Cassian's mouth parted. "You're not… planning something dangerous, are you?"

"No," she said. "Not yet. But I might be one day. And I'd rather not die alone again."

His eyes widened. "Again?"

She smiled faintly. "Just a dream I had."

---

Later, after Cassian left, she stood at her window overlooking the moonlit courtyard. She watched the fountain glisten, the silver statues of old Archmages standing guard like frozen sentinels.

Ten years. She had ten years until her execution — unless she changed the course of fate.

And the first step was power.

Real power. The kind no High Seer could suppress.

In her old life, she had been cautious. Too cautious. Afraid to study forbidden knowledge, afraid to draw too much attention, afraid to outshine the prince. She would not make that mistake again.

She would rise. Quietly at first. Then brilliantly. And when the time came, she would burn the court to the ground.

---

Two Days Later

The Academy buzzed with the announcement of the year's first trial — a magical tournament for top apprentices. It was usually a showy event to let the nobility scout talent. Seraphina remembered it well.

It was the year she lost.

Not this time.

She signed up immediately.

---

In the underground sparring arena, torches blazed against stone walls etched with protective glyphs. A crowd of students and instructors gathered as names were drawn for duels.

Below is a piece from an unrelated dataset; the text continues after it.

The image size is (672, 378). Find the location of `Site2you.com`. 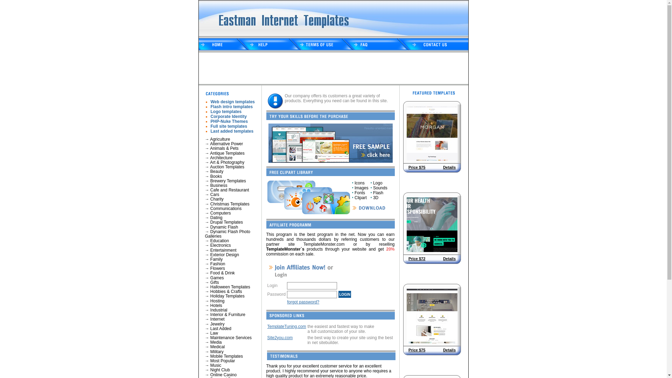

Seraphina stepped into the ring with calm purpose.

Her opponent? Rylas Grey, a loudmouthed noble's son who barely managed a teleportation spell without vomiting.

He smirked at her. "Ready to lose, Valea?"

She didn't answer.

The match began.

Rylas conjured a blinding flash of light, then a gust of wind — both textbook beginner spells. Seraphina didn't move. She raised one hand and whispered a word in ancient tongue.

"Velth'ra."

A dark, coiling mist burst from her fingertips and wrapped around Rylas's arms, yanking him off his feet. He screamed as the mist crackled with contained lightning.

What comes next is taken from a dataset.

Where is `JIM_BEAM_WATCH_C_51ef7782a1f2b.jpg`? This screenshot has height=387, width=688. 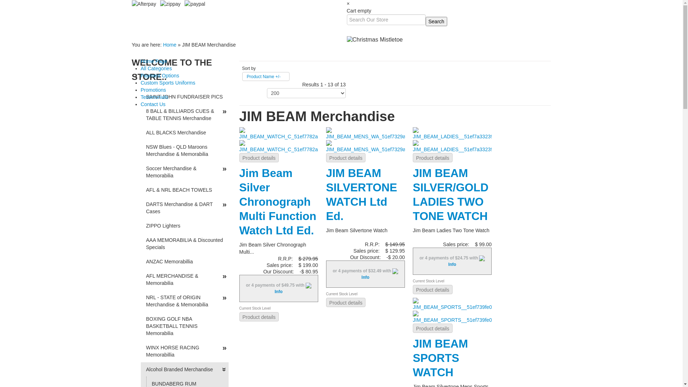 JIM_BEAM_WATCH_C_51ef7782a1f2b.jpg is located at coordinates (279, 146).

Gasps echoed through the arena.

"Yield!" he shrieked.

She let him drop. The mist vanished.

Silence fell. Even the judges looked stunned.

Where had she learned that?

None of them knew the truth — that she had studied spells lost to time, that she had died with knowledge few mortals ever touched.

They would learn.

She left the ring without waiting for applause.

Let the court whisper. Let them wonder.

Because Seraphina Valea had returned — and she would not lose again.